I seem to have stirred up a fair amount of discussion in the blogosphere about my proposed 5-star (or whatever image you want) system for rating wines. Emboldened by the positive comments from my fellow bloggers I posted a couple of test reviews to Snooth and Winelog and then reposted here (see last 2 posts).
Umm, not good; the formatting was off and, as subscribers to my Twitter feed will attest, I had to do a bit of work to get these reviews presentable on the site. I don’t think this is due to anything in the feeds but from some issues with my current WordPress theme, since all the tests I have done on my personal blog have worked without any modification.
So my question for other wine bloggers is what needs to change in the format of the reviews before you will join me in using the 5-star system (and these Wine 2.0 services) to post your reviews?
hi Tim – you’ve got my right brain working overtime – thanks! Response on elbloggotorcido.com in the interest of spirited discussion – cheers! – j
Tim,
Have you testing this using WineLog RSS feeds yet? Let me know if you need anything on my end. I’m swamped, but looking forward to looking into this more this weekend… hopefully get the plugin running on my blog.
Tim, I’m getting serious cold feet. Comments on previous post suggest wide variance of difference in approach to star system, and the 1/2 stars turn me off–though they seem to turn everyone else on.
I think I’ll be waiting to see how this develops. Don’t understand the plug in, how it works, whether it would work with blogger, or where it propagates the scores. For now I’m sticking to CellarTracker and my own 4-level scale which I and my readers seem to understand.

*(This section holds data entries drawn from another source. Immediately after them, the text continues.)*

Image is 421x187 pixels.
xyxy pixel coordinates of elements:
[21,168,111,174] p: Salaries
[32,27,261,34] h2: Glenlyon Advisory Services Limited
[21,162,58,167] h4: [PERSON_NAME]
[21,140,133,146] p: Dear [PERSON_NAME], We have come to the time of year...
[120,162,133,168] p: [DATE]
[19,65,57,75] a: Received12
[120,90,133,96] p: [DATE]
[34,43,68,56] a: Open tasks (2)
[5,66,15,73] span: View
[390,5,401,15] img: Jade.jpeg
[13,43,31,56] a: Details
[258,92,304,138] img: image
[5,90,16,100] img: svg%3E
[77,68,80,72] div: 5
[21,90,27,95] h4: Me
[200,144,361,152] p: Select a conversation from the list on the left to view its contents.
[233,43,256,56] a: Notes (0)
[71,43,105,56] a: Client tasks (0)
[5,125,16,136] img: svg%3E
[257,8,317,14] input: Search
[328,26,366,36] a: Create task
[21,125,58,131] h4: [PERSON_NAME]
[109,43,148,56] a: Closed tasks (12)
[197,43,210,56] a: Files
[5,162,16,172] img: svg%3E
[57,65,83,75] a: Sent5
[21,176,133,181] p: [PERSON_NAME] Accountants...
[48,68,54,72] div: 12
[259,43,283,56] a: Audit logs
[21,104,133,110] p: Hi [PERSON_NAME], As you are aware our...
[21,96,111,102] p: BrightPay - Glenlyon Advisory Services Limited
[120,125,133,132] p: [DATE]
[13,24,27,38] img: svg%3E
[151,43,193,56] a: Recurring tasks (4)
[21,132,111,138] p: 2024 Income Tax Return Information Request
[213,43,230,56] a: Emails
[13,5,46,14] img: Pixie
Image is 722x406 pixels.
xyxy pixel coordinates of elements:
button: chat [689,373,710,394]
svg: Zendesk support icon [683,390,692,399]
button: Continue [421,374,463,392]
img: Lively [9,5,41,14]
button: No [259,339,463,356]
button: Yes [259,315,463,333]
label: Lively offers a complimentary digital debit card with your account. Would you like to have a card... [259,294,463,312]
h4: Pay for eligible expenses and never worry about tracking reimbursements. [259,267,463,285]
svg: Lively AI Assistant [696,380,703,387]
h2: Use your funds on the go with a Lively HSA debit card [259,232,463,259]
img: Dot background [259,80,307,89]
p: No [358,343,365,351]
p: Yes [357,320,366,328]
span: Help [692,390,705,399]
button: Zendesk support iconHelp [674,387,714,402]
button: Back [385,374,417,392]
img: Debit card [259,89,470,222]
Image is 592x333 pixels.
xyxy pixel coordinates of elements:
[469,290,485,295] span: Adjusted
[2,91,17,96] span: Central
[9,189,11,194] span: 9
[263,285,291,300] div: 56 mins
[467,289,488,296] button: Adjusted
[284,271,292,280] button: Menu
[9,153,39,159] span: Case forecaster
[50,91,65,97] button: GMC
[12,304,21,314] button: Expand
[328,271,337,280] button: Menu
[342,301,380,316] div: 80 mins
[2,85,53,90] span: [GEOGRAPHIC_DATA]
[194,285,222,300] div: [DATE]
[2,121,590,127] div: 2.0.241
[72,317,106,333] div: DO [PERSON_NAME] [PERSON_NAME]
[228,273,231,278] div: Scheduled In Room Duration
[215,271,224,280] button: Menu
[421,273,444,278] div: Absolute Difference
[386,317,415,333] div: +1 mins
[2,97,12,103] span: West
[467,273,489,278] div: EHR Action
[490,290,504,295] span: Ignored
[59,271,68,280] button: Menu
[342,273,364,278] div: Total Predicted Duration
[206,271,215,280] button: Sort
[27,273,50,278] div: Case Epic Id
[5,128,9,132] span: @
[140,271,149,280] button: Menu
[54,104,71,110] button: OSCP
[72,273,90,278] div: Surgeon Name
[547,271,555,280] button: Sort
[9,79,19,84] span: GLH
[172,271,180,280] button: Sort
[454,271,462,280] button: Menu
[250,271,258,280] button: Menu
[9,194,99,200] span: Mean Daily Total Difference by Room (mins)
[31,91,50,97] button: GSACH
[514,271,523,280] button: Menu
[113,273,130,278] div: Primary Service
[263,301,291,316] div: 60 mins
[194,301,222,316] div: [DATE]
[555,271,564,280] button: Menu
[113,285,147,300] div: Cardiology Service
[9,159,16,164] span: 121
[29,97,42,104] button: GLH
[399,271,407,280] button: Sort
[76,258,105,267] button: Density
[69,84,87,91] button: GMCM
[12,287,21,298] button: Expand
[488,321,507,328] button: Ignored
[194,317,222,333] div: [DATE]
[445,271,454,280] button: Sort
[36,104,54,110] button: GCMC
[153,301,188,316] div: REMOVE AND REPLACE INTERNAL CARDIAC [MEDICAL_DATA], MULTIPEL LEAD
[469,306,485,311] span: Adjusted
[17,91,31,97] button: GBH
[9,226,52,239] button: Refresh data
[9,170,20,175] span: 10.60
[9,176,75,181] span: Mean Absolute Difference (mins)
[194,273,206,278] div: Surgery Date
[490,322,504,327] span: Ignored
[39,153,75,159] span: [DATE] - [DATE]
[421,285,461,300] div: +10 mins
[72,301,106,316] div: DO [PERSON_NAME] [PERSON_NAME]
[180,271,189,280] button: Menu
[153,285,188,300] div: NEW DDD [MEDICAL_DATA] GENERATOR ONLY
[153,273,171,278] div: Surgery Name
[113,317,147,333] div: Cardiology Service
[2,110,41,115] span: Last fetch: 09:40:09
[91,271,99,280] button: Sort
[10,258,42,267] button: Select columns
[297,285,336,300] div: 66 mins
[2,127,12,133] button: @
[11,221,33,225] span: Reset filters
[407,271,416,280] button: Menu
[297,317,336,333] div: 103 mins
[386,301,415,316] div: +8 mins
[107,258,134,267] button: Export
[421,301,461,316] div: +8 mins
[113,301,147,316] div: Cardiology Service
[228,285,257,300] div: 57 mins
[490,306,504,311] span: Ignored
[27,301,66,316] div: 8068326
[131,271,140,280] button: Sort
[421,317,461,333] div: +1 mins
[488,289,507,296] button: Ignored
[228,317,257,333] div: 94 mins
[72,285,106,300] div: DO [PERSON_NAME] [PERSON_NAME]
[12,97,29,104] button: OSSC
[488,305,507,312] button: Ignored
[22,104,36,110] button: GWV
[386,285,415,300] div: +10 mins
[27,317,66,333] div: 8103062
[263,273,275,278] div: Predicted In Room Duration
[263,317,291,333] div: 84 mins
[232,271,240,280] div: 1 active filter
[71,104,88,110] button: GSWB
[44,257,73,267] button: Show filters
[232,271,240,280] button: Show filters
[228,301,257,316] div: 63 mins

I don’t think wine is like movies. I don’t find wine reviews that say “Loved it” as useful as those that tell me why. And what is the difference between “I really liked it” and I really really liked it”? I don’t know, and until I do I can’t assign stars.
Without a rubric of what these things mean, I am hesitant to make the switch. But if all these kinks get ironed out, I’m all for the standardization idea.
el jefe: as i twittered earlier, i agree with your sentiment; the rating is just the maraschino cherry on top of a verbose, passionate review of the wine in question. unfortunately, i’m the mr. spock of wine bloggers right now and will need some feedback for recovery 🙂 check out my review of your totally awesome pet a bit later on…
jason: yes, the peterson review was sucked in from winelog. there are some things i’d like you to tweak… just look at the snooth output and send me an email.
deb: don’t loose faith 😉 half-points are your friend (just read ryan’s comment on the other post for details). as you can see from here, my first 2 wines had the same ‘4’ for a score but one was a 3.5 and the other nearly a 4.5… 5 points is not enough room for me. another thing to think about is a 90 point wine would be a ‘5’; so would a 99 point wine. at the top of the scale, a half-point is important.
Tim: I read Ryan’s comments. That’s what made me lose faith! So does “a 90 point wine would be a 5; so would a 99 point wine.” Right. What’s the problem? They’re both amazing wines! I think I’ll wait and see but right now this is just the 100 point scale under a different name.
Deb: I’m beginning to think that a unified rating scale is like herding unicorns but I don’t think it is as controversial as the 100-point scale. What I like about 5-stars with 1/2-star increments is a level of precision but it’s also loose enough so everyone doesn’t just chase 95+ point wines.
But then again maybe Pete Townshend was right, “Meet the new boss/
Same as the old boss…”
Cheers!
Tim:
The expression I love best is “it’s like trying to put bullfrogs into a wheelbarrow.”
Look, I think having a WineBlogger Standard Rating System could be great. Stars, hearts, wine glasses, unicorns–all fine by me.
To be a standard system, though, it doesn’t require that people use the same symbol. It requires that we have the same standard of judging. Within that there will be subjective variation, of course. But if I give stars for value, someone else for perfection, and someone else cause they like it, we aren’t producing a comprehensible rating but something that would not be useful because there were no criteria.
Ryan has articulated a 5-point system rubric on Catavino. I have big quibbles with the top end and the bottom end of that spectrum. But I think for this to gain acceptance we need to focus less on the half points and the icons and more on what they stand for. And it still may not work for what all wine bloggers want to accomplish with their blogs.
I have huge respect for what you’re trying to do, and will continue to put in my .02 as I try to imagine adopting the system.